🤖 AI Summary
To address overfitting and poor generalization in cross-domain facial action unit (AU) detection, this paper proposes a dual-adaptive Dropout mechanism that jointly suppresses domain-specific noise at both the convolutional feature map and Transformer spatial token levels. We introduce a novel Channel Drop Unit (CDU) and Token Drop Unit (TDU) architecture, coupled with layer-wise auxiliary domain classifiers to enable selective dropout of domain-sensitive features. A progressive regularization training strategy is further adopted to balance robustness and semantic information preservation. Our method achieves significant improvements over state-of-the-art approaches across multiple cross-domain AU benchmarks. Attention visualizations clearly localize activation regions for both single and compound AUs, demonstrating strong model interpretability and cross-domain generalization capability.
📝 Abstract
Facial Action Units (AUs) are essential for conveying psychological states and emotional expressions. While automatic AU detection systems leveraging deep learning have progressed, they often overfit to specific datasets and individual features, limiting their cross-domain applicability. To overcome these limitations, we propose a doubly adaptive dropout approach for cross-domain AU detection, which enhances the robustness of convolutional feature maps and spatial tokens against domain shifts. This approach includes a Channel Drop Unit (CD-Unit) and a Token Drop Unit (TD-Unit), which work together to reduce domain-specific noise at both the channel and token levels. The CD-Unit preserves domain-agnostic local patterns in feature maps, while the TD-Unit helps the model identify AU relationships generalizable across domains. An auxiliary domain classifier, integrated at each layer, guides the selective omission of domain-sensitive features. To prevent excessive feature dropout, a progressive training strategy is used, allowing for selective exclusion of sensitive features at any model layer. Our method consistently outperforms existing techniques in cross-domain AU detection, as demonstrated by extensive experimental evaluations. Visualizations of attention maps also highlight clear and meaningful patterns related to both individual and combined AUs, further validating the approach's effectiveness.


EXERCISE AIM: For the data below, please report each line where the word "Search" is found.

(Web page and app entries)
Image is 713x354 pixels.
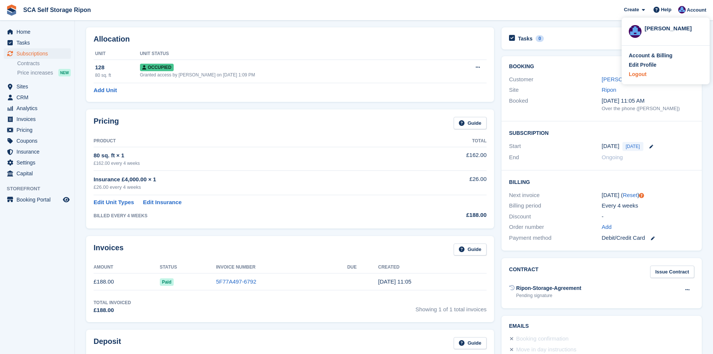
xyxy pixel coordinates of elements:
div: 80 sq. ft [95,72,140,79]
span: Settings [16,157,61,168]
a: menu [4,168,71,179]
th: Total [413,135,487,147]
div: End [509,153,602,162]
div: Next invoice [509,191,602,200]
div: Booked [509,97,602,112]
th: Unit Status [140,48,445,60]
time: 2025-08-26 00:00:00 UTC [602,142,619,150]
span: Booking Portal [16,194,61,205]
div: 0 [536,35,544,42]
span: Invoices [16,114,61,124]
span: Showing 1 of 1 total invoices [415,299,487,314]
img: stora-icon-8386f47178a22dfd0bd8f6a31ec36ba5ce8667c1dd55bd0f319d3a0aa187defe.svg [6,4,17,16]
div: Pending signature [516,292,581,299]
a: menu [4,37,71,48]
span: Subscriptions [16,48,61,59]
a: menu [4,146,71,157]
h2: Billing [509,178,694,185]
h2: Invoices [94,243,124,256]
div: Every 4 weeks [602,201,694,210]
a: menu [4,48,71,59]
div: Account & Billing [629,52,673,60]
div: Customer [509,75,602,84]
div: Payment method [509,234,602,242]
div: £188.00 [94,306,131,314]
div: Discount [509,212,602,221]
div: Billing period [509,201,602,210]
h2: Deposit [94,337,121,349]
th: Amount [94,261,160,273]
div: £188.00 [413,211,487,219]
span: Price increases [17,69,53,76]
div: Order number [509,223,602,231]
span: Analytics [16,103,61,113]
a: menu [4,135,71,146]
a: Contracts [17,60,71,67]
a: menu [4,103,71,113]
th: Created [378,261,487,273]
img: Sarah Race [678,6,686,13]
div: Start [509,142,602,151]
a: Issue Contract [650,265,694,278]
td: £26.00 [413,171,487,195]
span: Pricing [16,125,61,135]
span: Home [16,27,61,37]
div: 128 [95,63,140,72]
img: Sarah Race [629,25,642,38]
a: Edit Profile [629,61,703,69]
div: £26.00 every 4 weeks [94,183,413,191]
a: Guide [454,337,487,349]
td: £162.00 [413,147,487,170]
a: Add Unit [94,86,117,95]
a: Ripon [602,86,616,93]
div: Insurance £4,000.00 × 1 [94,175,413,184]
a: [PERSON_NAME] [602,76,648,82]
a: Add [602,223,612,231]
a: menu [4,157,71,168]
th: Product [94,135,413,147]
th: Invoice Number [216,261,347,273]
h2: Tasks [518,35,533,42]
div: Edit Profile [629,61,657,69]
div: [DATE] 11:05 AM [602,97,694,105]
span: Create [624,6,639,13]
a: Edit Unit Types [94,198,134,207]
th: Unit [94,48,140,60]
a: Reset [623,192,637,198]
div: Debit/Credit Card [602,234,694,242]
span: Sites [16,81,61,92]
a: menu [4,114,71,124]
span: [DATE] [622,142,643,151]
div: NEW [58,69,71,76]
div: [DATE] ( ) [602,191,694,200]
h2: Contract [509,265,539,278]
div: Ripon-Storage-Agreement [516,284,581,292]
div: BILLED EVERY 4 WEEKS [94,212,413,219]
a: menu [4,81,71,92]
span: CRM [16,92,61,103]
a: Preview store [62,195,71,204]
a: Guide [454,117,487,129]
div: Booking confirmation [516,334,569,343]
div: Logout [629,70,646,78]
h2: Pricing [94,117,119,129]
a: SCA Self Storage Ripon [20,4,94,16]
a: menu [4,194,71,205]
a: menu [4,92,71,103]
span: Occupied [140,64,174,71]
a: menu [4,27,71,37]
a: Price increases NEW [17,68,71,77]
div: Site [509,86,602,94]
div: 80 sq. ft × 1 [94,151,413,160]
a: Edit Insurance [143,198,182,207]
th: Status [160,261,216,273]
td: £188.00 [94,273,160,290]
th: Due [347,261,378,273]
time: 2025-08-26 10:05:01 UTC [378,278,411,284]
div: Over the phone ([PERSON_NAME]) [602,105,694,112]
a: Account & Billing [629,52,703,60]
h2: Subscription [509,129,694,136]
h2: Allocation [94,35,487,43]
span: Coupons [16,135,61,146]
a: 5F77A497-6792 [216,278,256,284]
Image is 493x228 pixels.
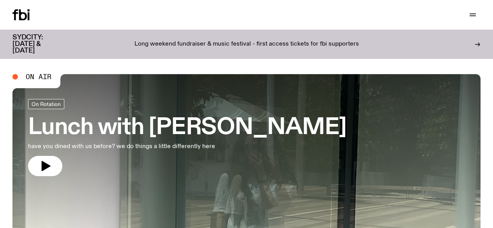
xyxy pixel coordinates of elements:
p: Long weekend fundraiser & music festival - first access tickets for fbi supporters [135,41,359,48]
span: On Air [26,73,51,80]
span: On Rotation [32,101,61,107]
a: Lunch with [PERSON_NAME]have you dined with us before? we do things a little differently here [28,99,347,176]
h3: Lunch with [PERSON_NAME] [28,117,347,139]
a: On Rotation [28,99,64,109]
p: have you dined with us before? we do things a little differently here [28,142,228,151]
h3: SYDCITY: [DATE] & [DATE] [12,34,62,54]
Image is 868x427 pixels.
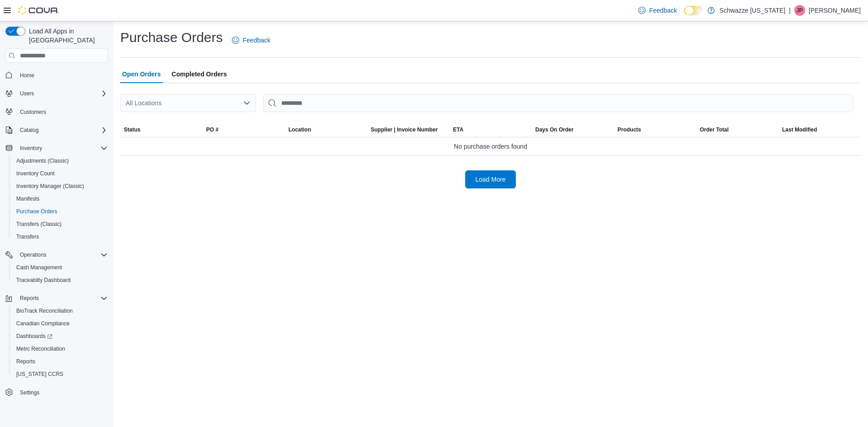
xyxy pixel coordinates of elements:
button: Load More [465,170,516,188]
span: PO # [206,126,218,133]
button: Adjustments (Classic) [9,154,111,167]
a: Purchase Orders [13,206,61,217]
span: Feedback [649,6,677,15]
button: Users [2,87,111,100]
span: Home [16,69,107,80]
button: Users [16,88,38,99]
span: Open Orders [122,65,161,83]
span: Reports [16,358,35,365]
span: Purchase Orders [13,206,107,217]
span: Operations [16,250,107,260]
button: [US_STATE] CCRS [9,367,111,380]
button: Order Total [696,122,779,137]
p: Schwazze [US_STATE] [719,5,785,16]
a: Feedback [228,31,274,49]
button: Transfers (Classic) [9,217,111,230]
span: JP [796,5,803,16]
a: Home [16,70,38,81]
button: Home [2,68,111,81]
span: [US_STATE] CCRS [16,370,63,378]
a: Settings [16,387,43,398]
span: Transfers [16,233,39,240]
a: Dashboards [13,331,56,341]
span: Load All Apps in [GEOGRAPHIC_DATA] [25,27,107,45]
button: Transfers [9,230,111,243]
nav: Complex example [5,64,107,422]
span: Inventory Manager (Classic) [13,180,107,191]
span: Metrc Reconciliation [13,343,107,354]
span: Dark Mode [684,15,684,16]
span: Home [20,72,35,79]
span: Cash Management [13,262,107,273]
button: Metrc Reconciliation [9,342,111,355]
button: Products [614,122,696,137]
button: Reports [9,355,111,367]
button: Operations [16,250,50,260]
button: Last Modified [779,122,861,137]
span: Manifests [13,194,107,204]
span: Load More [476,174,506,184]
span: BioTrack Reconciliation [13,306,107,316]
span: Status [124,126,141,133]
button: Operations [2,248,111,261]
button: Open list of options [243,99,250,107]
span: Transfers (Classic) [13,219,107,229]
button: Inventory Manager (Classic) [9,180,111,192]
button: Inventory Count [9,167,111,180]
button: Catalog [2,124,111,136]
button: Reports [16,292,42,304]
span: Users [20,90,34,97]
button: Purchase Orders [9,205,111,217]
a: Transfers [13,231,42,242]
span: Operations [20,251,46,258]
span: Reports [16,292,107,304]
a: Inventory Count [13,168,58,179]
span: Last Modified [782,126,817,133]
span: Manifests [16,195,39,202]
span: Order Total [700,126,728,133]
span: Metrc Reconciliation [16,345,65,352]
a: Transfers (Classic) [13,219,65,229]
a: Canadian Compliance [13,318,73,329]
a: Cash Management [13,262,66,273]
span: No purchase orders found [454,141,527,152]
span: Catalog [20,126,38,133]
button: Reports [2,292,111,304]
button: Supplier | Invoice Number [367,122,450,137]
span: Canadian Compliance [13,318,107,329]
button: ETA [450,122,532,137]
span: Customers [16,106,107,117]
a: Manifests [13,194,43,204]
span: Washington CCRS [13,369,107,379]
span: BioTrack Reconciliation [16,307,73,314]
img: Cova [18,6,59,15]
span: Inventory [16,143,107,154]
button: Cash Management [9,261,111,273]
button: Traceabilty Dashboard [9,273,111,286]
span: Inventory Manager (Classic) [16,182,84,189]
span: Transfers (Classic) [16,220,61,227]
span: Users [16,88,107,99]
button: Location [285,122,367,137]
a: Customers [16,107,49,117]
span: Customers [20,108,46,116]
span: Inventory [20,145,42,152]
a: Reports [13,356,39,367]
a: BioTrack Reconciliation [13,306,76,316]
span: Reports [20,294,39,302]
button: Inventory [2,142,111,154]
a: Metrc Reconciliation [13,343,69,354]
button: Manifests [9,192,111,205]
div: Jimmy Peters [794,5,805,16]
button: PO # [203,122,285,137]
span: Settings [20,389,39,396]
span: Traceabilty Dashboard [16,276,70,283]
a: [US_STATE] CCRS [13,369,67,379]
button: Catalog [16,124,42,135]
span: Cash Management [16,264,62,271]
span: Products [618,126,641,133]
span: Inventory Count [13,168,107,179]
div: Location [289,126,311,133]
p: | [789,5,790,16]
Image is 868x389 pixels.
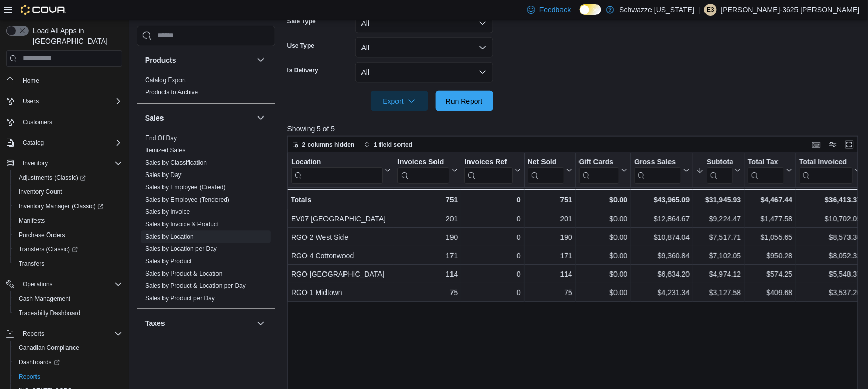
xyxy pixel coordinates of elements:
[145,295,215,303] a: Sales by Product per Day
[18,75,43,87] a: Home
[15,307,122,319] span: Traceabilty Dashboard
[706,157,733,167] div: Subtotal
[827,139,839,151] button: Display options
[579,269,628,281] div: $0.00
[18,95,122,108] span: Users
[15,293,75,306] a: Cash Management
[18,157,52,170] button: Inventory
[747,157,784,183] div: Total Tax
[360,139,417,151] button: 1 field sorted
[18,279,122,291] span: Operations
[15,215,49,227] a: Manifests
[291,269,391,281] div: RGO [GEOGRAPHIC_DATA]
[291,157,382,167] div: Location
[799,213,860,225] div: $10,702.05
[18,344,79,353] span: Canadian Compliance
[579,157,619,183] div: Gift Card Sales
[10,370,127,385] button: Reports
[355,62,493,83] button: All
[747,250,792,262] div: $950.28
[288,41,314,50] label: Use Type
[464,232,520,244] div: 0
[707,3,715,16] span: E3
[799,157,852,183] div: Total Invoiced
[799,232,860,244] div: $8,573.36
[15,229,70,242] a: Purchase Orders
[799,287,860,299] div: $3,537.26
[145,270,222,279] span: Sales by Product & Location
[527,194,572,206] div: 751
[18,328,48,340] button: Reports
[145,113,164,123] h3: Sales
[15,356,64,369] a: Dashboards
[145,147,185,155] a: Itemized Sales
[10,341,127,355] button: Canadian Compliance
[10,355,127,370] a: Dashboards
[145,113,252,123] button: Sales
[15,244,82,256] a: Transfers (Classic)
[579,213,628,225] div: $0.00
[15,201,122,213] span: Inventory Manager (Classic)
[464,157,520,183] button: Invoices Ref
[137,75,275,103] div: Products
[291,250,391,262] div: RGO 4 Cottonwood
[436,91,493,112] button: Run Report
[527,213,572,225] div: 201
[2,136,127,150] button: Catalog
[291,232,391,244] div: RGO 2 West Side
[288,124,864,134] p: Showing 5 of 5
[145,271,222,278] a: Sales by Product & Location
[18,95,43,108] button: Users
[18,309,80,318] span: Traceabilty Dashboard
[145,172,182,179] a: Sales by Day
[145,55,177,65] h3: Products
[288,139,359,151] button: 2 columns hidden
[527,269,572,281] div: 114
[15,229,122,242] span: Purchase Orders
[747,269,792,281] div: $574.25
[18,279,57,291] button: Operations
[22,77,39,84] span: Home
[145,171,182,180] span: Sales by Day
[145,196,229,205] span: Sales by Employee (Tendered)
[22,139,44,147] span: Catalog
[706,157,733,183] div: Subtotal
[18,157,122,170] span: Inventory
[704,3,716,16] div: Erica-3625 Reyes
[291,287,391,299] div: RGO 1 Midtown
[799,269,860,281] div: $5,548.37
[254,112,267,124] button: Sales
[18,359,59,367] span: Dashboards
[2,94,127,108] button: Users
[137,133,275,309] div: Sales
[18,260,44,269] span: Transfers
[22,118,53,127] span: Customers
[145,90,198,96] a: Products to Archive
[145,184,226,192] span: Sales by Employee (Created)
[634,157,689,183] button: Gross Sales
[145,159,207,168] span: Sales by Classification
[696,287,741,299] div: $3,127.58
[527,157,564,167] div: Net Sold
[22,281,53,288] span: Operations
[634,213,689,225] div: $12,864.67
[145,319,165,330] h3: Taxes
[397,194,457,206] div: 751
[634,157,681,183] div: Gross Sales
[799,157,852,167] div: Total Invoiced
[145,55,252,65] button: Products
[28,26,122,46] span: Load All Apps in [GEOGRAPHIC_DATA]
[18,137,48,149] button: Catalog
[2,277,127,292] button: Operations
[291,213,391,225] div: EV07 [GEOGRAPHIC_DATA]
[747,213,792,225] div: $1,477.58
[464,194,520,206] div: 0
[464,213,520,225] div: 0
[254,318,267,330] button: Taxes
[15,371,44,383] a: Reports
[799,250,860,262] div: $8,052.33
[145,77,185,84] a: Catalog Export
[747,194,792,206] div: $4,467.44
[145,319,252,330] button: Taxes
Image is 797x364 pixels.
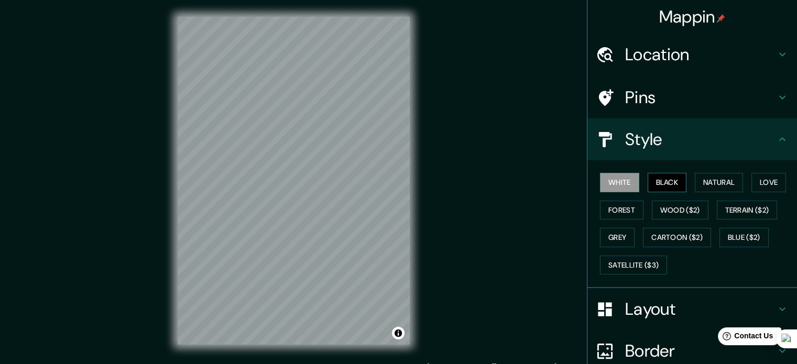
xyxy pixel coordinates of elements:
[751,173,786,192] button: Love
[625,129,776,150] h4: Style
[600,228,635,247] button: Grey
[704,323,785,353] iframe: Help widget launcher
[625,87,776,108] h4: Pins
[652,201,708,220] button: Wood ($2)
[625,341,776,362] h4: Border
[178,17,410,345] canvas: Map
[719,228,769,247] button: Blue ($2)
[600,173,639,192] button: White
[587,288,797,330] div: Layout
[587,118,797,160] div: Style
[600,201,643,220] button: Forest
[643,228,711,247] button: Cartoon ($2)
[587,34,797,75] div: Location
[717,14,725,23] img: pin-icon.png
[600,256,667,275] button: Satellite ($3)
[587,76,797,118] div: Pins
[659,6,726,27] h4: Mappin
[648,173,687,192] button: Black
[392,327,405,340] button: Toggle attribution
[625,44,776,65] h4: Location
[695,173,743,192] button: Natural
[625,299,776,320] h4: Layout
[717,201,778,220] button: Terrain ($2)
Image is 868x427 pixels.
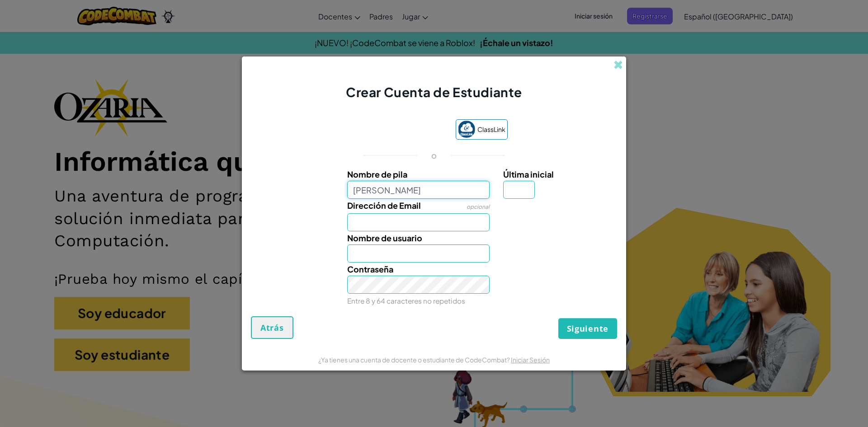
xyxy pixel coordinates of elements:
[567,323,609,334] span: Siguiente
[260,322,284,333] span: Atrás
[347,264,394,274] span: Contraseña
[467,203,490,210] span: opcional
[347,233,422,243] span: Nombre de usuario
[347,200,421,211] span: Dirección de Email
[356,120,451,140] iframe: Botón de Acceder con Google
[346,84,523,100] span: Crear Cuenta de Estudiante
[458,121,475,138] img: classlink-logo-small.png
[251,316,294,339] button: Atrás
[347,296,466,305] small: Entre 8 y 64 caracteres no repetidos
[558,318,617,339] button: Siguiente
[503,169,554,179] span: Última inicial
[511,356,550,364] a: Iniciar Sesión
[431,150,437,161] p: o
[319,356,511,364] span: ¿Ya tienes una cuenta de docente o estudiante de CodeCombat?
[477,123,506,136] span: ClassLink
[347,169,407,179] span: Nombre de pila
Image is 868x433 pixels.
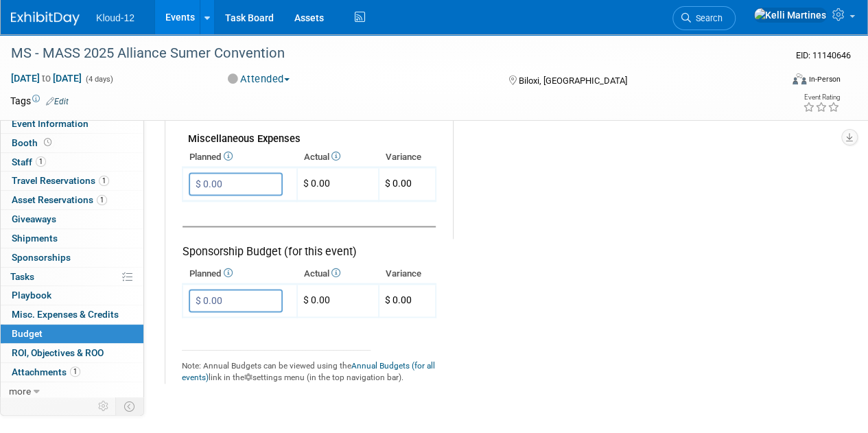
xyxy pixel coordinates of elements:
[10,72,82,84] span: [DATE] [DATE]
[97,195,107,206] span: 1
[99,176,109,186] span: 1
[12,347,104,358] span: ROI, Objectives & ROO
[1,153,144,171] a: Staff1
[12,175,109,186] span: Travel Reservations
[7,41,770,66] div: MS - MASS 2025 Alliance Sumer Convention
[379,264,435,283] th: Variance
[11,12,80,25] img: ExhibitDay
[223,72,295,86] button: Attended
[1,286,144,305] a: Playbook
[719,71,840,92] div: Event Format
[70,367,81,377] span: 1
[12,195,107,206] span: Asset Reservations
[41,137,54,147] span: Booth not reserved yet
[9,386,31,397] span: more
[1,383,144,401] a: more
[1,306,144,324] a: Misc. Expenses & Credits
[182,119,435,148] td: Miscellaneous Expenses
[1,191,144,209] a: Asset Reservations1
[96,12,134,23] span: Kloud-12
[12,309,119,320] span: Misc. Expenses & Credits
[385,295,412,306] span: $ 0.00
[297,168,379,201] td: $ 0.00
[1,363,144,382] a: Attachments1
[40,73,53,84] span: to
[12,137,54,148] span: Booth
[1,115,144,133] a: Event Information
[385,178,412,189] span: $ 0.00
[1,210,144,229] a: Giveaways
[691,13,722,23] span: Search
[181,342,436,354] div: _______________________________________________________
[753,7,827,23] img: Kelli Martines
[379,147,435,167] th: Variance
[518,76,626,86] span: Biloxi, [GEOGRAPHIC_DATA]
[1,344,144,363] a: ROI, Objectives & ROO
[12,252,70,263] span: Sponsorships
[182,264,297,283] th: Planned
[182,226,435,260] div: Sponsorship Budget (for this event)
[116,397,144,416] td: Toggle Event Tabs
[1,171,144,190] a: Travel Reservations1
[10,271,34,283] span: Tasks
[181,354,436,384] div: Note: Annual Budgets can be viewed using the link in the settings menu (in the top navigation bar).
[92,397,116,416] td: Personalize Event Tab Strip
[12,290,52,301] span: Playbook
[672,7,735,31] a: Search
[1,248,144,267] a: Sponsorships
[1,268,144,286] a: Tasks
[297,284,379,318] td: $ 0.00
[803,94,840,101] div: Event Rating
[12,118,89,129] span: Event Information
[12,367,81,378] span: Attachments
[297,147,379,167] th: Actual
[10,94,69,108] td: Tags
[12,157,46,168] span: Staff
[84,75,113,84] span: (4 days)
[297,264,379,283] th: Actual
[793,73,806,84] img: Format-Inperson.png
[12,214,57,224] span: Giveaways
[808,74,840,84] div: In-Person
[12,328,43,339] span: Budget
[46,97,69,107] a: Edit
[1,134,144,153] a: Booth
[36,157,46,167] span: 1
[182,147,297,167] th: Planned
[12,232,57,244] span: Shipments
[796,50,851,60] span: Event ID: 11140646
[1,230,144,248] a: Shipments
[1,325,144,344] a: Budget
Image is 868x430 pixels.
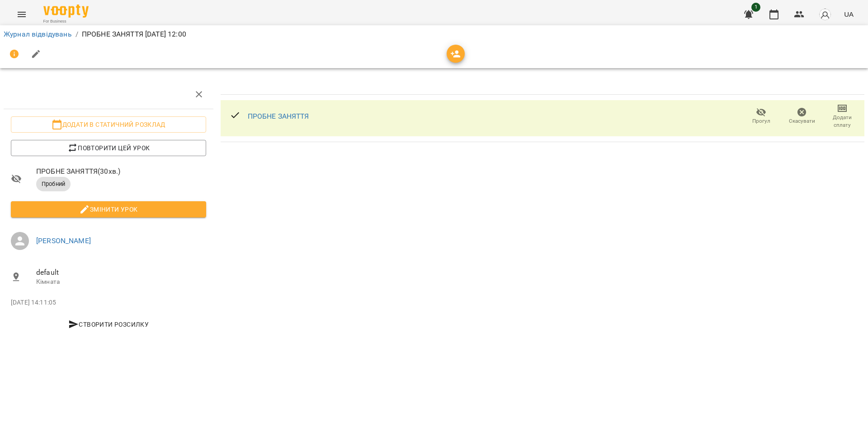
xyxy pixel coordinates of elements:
p: [DATE] 14:11:05 [11,299,206,307]
button: Скасувати [782,104,822,129]
a: [PERSON_NAME] [36,236,91,246]
span: default [36,267,206,278]
li: / [76,29,78,40]
span: Прогул [752,117,770,125]
a: Журнал відвідувань [4,29,72,39]
a: ПРОБНЕ ЗАНЯТТЯ [248,112,309,121]
span: For Business [44,18,88,25]
span: UA [844,10,853,19]
p: ПРОБНЕ ЗАНЯТТЯ [DATE] 12:00 [82,29,186,40]
span: Створити розсилку [15,319,202,330]
button: Menu [11,4,32,25]
button: Прогул [741,104,782,129]
span: Додати сплату [827,114,857,129]
button: Додати в статичний розклад [11,116,206,133]
img: avatar_s.png [819,8,831,21]
button: Змінити урок [11,201,206,217]
button: Додати сплату [822,104,862,129]
p: Кімната [36,278,206,287]
span: Пробний [36,180,70,188]
span: Скасувати [789,117,815,125]
nav: breadcrumb [4,29,864,40]
button: Створити розсилку [11,316,206,332]
button: Повторити цей урок [11,140,206,156]
span: 1 [751,3,761,12]
span: Повторити цей урок [18,142,199,154]
img: Voopty Logo [44,4,88,18]
span: ПРОБНЕ ЗАНЯТТЯ ( 30 хв. ) [36,166,206,177]
span: Змінити урок [18,204,199,215]
button: UA [841,6,857,22]
span: Додати в статичний розклад [18,119,199,130]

ANSWER SECTION:
[691,13,722,23] span: Search
[672,7,735,31] a: Search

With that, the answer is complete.